The complexity as well as the simplicity of the poems prompt Ranjit Hoskote to write about the collection:
“As we read and re-read Mandalas of Time, circling through these poems as though traversing both a physical terrain and an ethereal cosmography, we find ourselves asking: Where do the gods live now? When the mountains have been brought low by global warming, the forests denuded, and the rivers poisoned, where can the gods live now? In the same breath, these poems urge us to ask: And how do we live; by what rules, by what canon of conduct towards those others – human and more-than-human – with whom we share this planet? Shall we merely survive, or could we yet re-learn how to flourish and learn to flower with, not flower at the expense of? Let us learn from “the supple leaves”, that “Flat and curved Cradle the flowers that have no other family” (Hoskote 111)
A large part of her poetic oeuvre, especially in this collection, Mandalas of Time, is a rerouting of her personal experiences, feelings and answers to events in life and issues around her. So, the personal has been a main stem behind much that Lal has written. Hers has been a lively journeying through life – there have been elevating inspirations from myth and folklore; there have been hours of solitude just as there have been trials of fortitude and pliability. Events come and go in life – they cannot be the material for illustration in art, but the understandings one acquires through them, the realisations that dawn and the persuasions to life that are converted through every single happening, big or small – these find a place in poetic mien and gradually move on from the personal to the collective.
In that sense, Lal prefers ‘social’ over the ‘political’, because she has never needed a façade to camouflage and present her feelings. There are issues like the interrogation of subalternity, equality of gender, worries for the differently-abled, for children and the old, accepting alternative sexual orientations, realising the position of a pantheistic creed for our survival and forthcoming generations of humanity -–a variety of such thoughts that fill her mind and find expression through poetry in the collection, Mandalas of Time. She is a poet with mindfulness towards ecology and society at large.
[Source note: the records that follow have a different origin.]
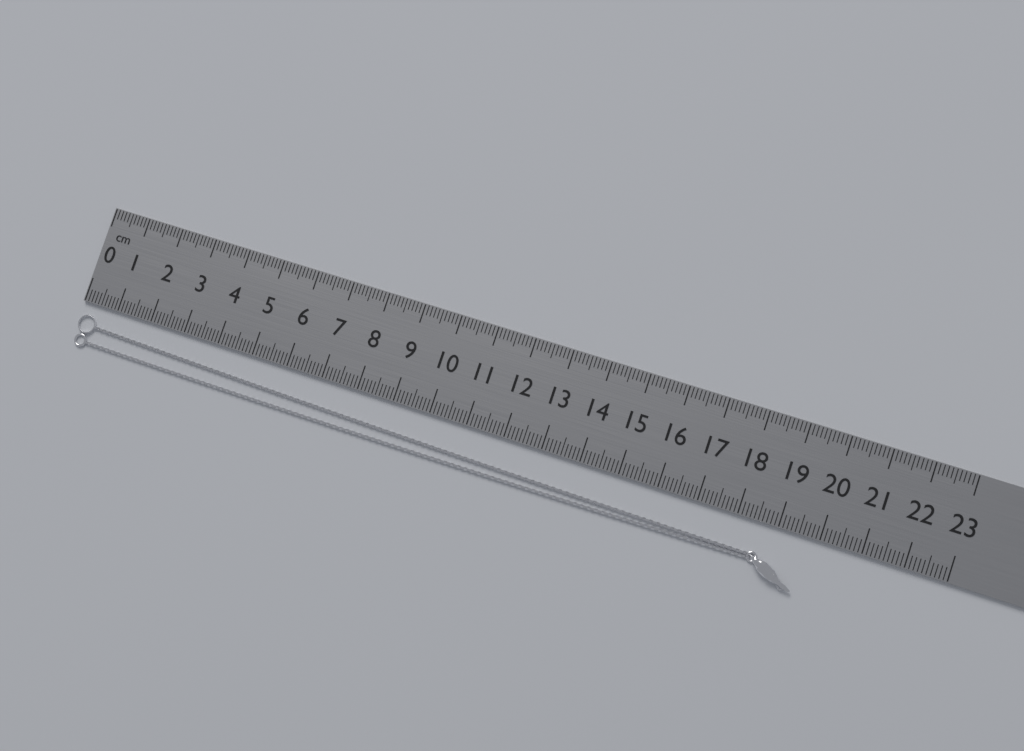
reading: 19.7 cm
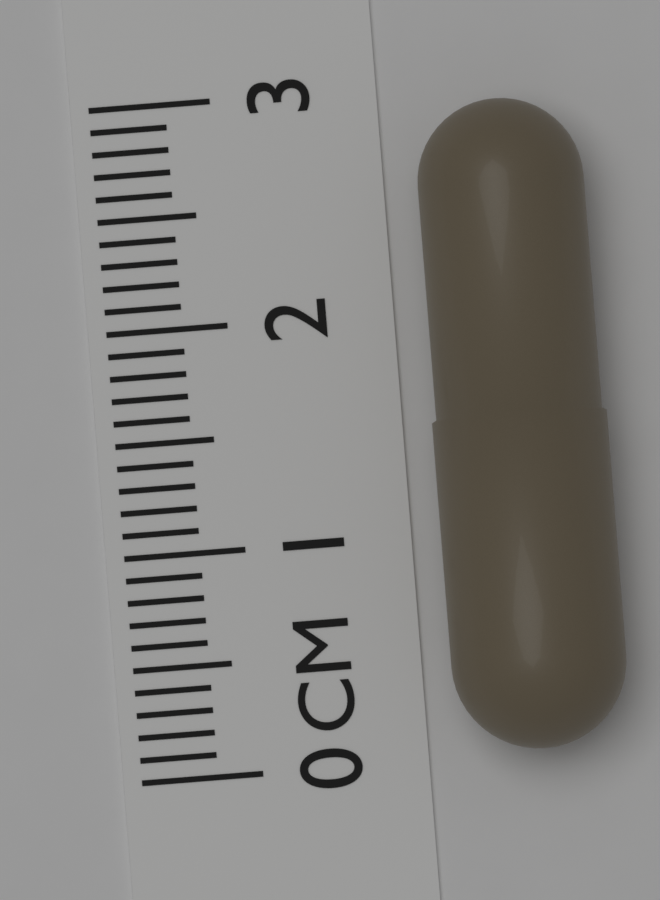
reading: 2.9 cm
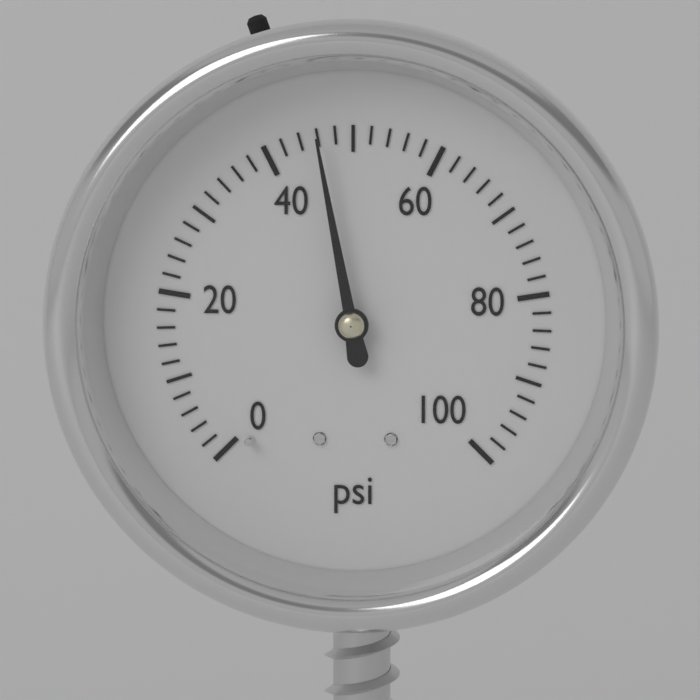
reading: 46 psi
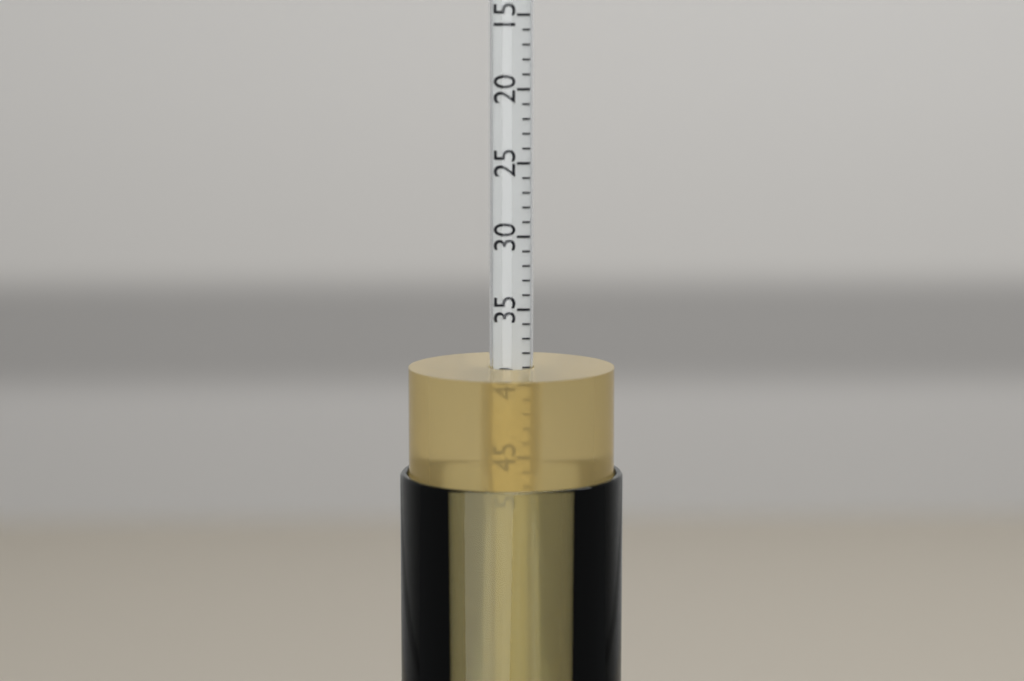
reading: 39 (no unit)
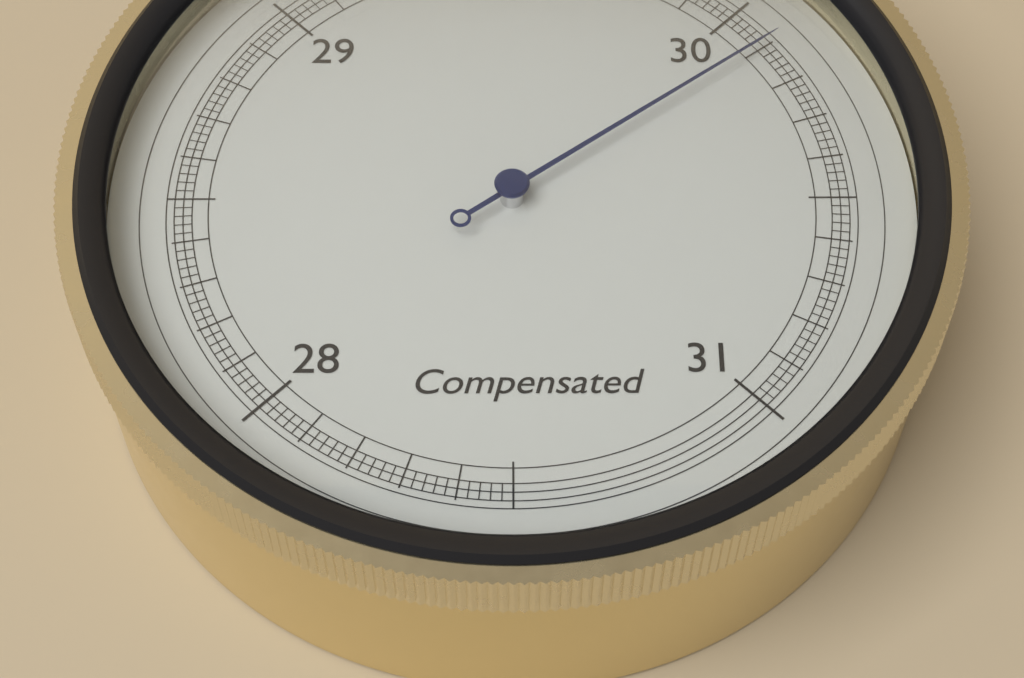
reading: 30.10 inHg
She believes a poet need not be simply a word-juggler, (s)he has a better accountability to accomplish—by playing the role of the harbinger of social transformation. Let me conclude by quoting Lal in the sustenance of my critical understanding of her:
“One may remember Rabindranath Tagore’s anguished call, ‘When I stand before thee at the day’s end, thou shalt see my scars and know that I had my wounds and also my healing.’ That, to my mind, legitimises the ‘uses’ of poetry in contemporary contexts. Through the sufferings laid upon human beings by acts of violence, not of their own making, the transcendent question about the cause has to be answered by the self too. Only poetry captures these inner dialogues, the cracked mirror of troubled consciousness, the silent cry of those who have travelled beyond tears. The language of poetry relies on its authenticity, not on a linguistic category or a region. Its value resides in principles of integrity and genuineness. Mandalas of Time is an offering to the luminosity of healing.” (Lal 18)
Cover photo sourced by the reviewer.
A very perceptive and insightful review! Hearty congratulations to the Poet Prof Malashri Lal for such an absorbing, heart-touching and thought-provoking volume of poetry, and to the reviewer, Prof Nandini Sahu!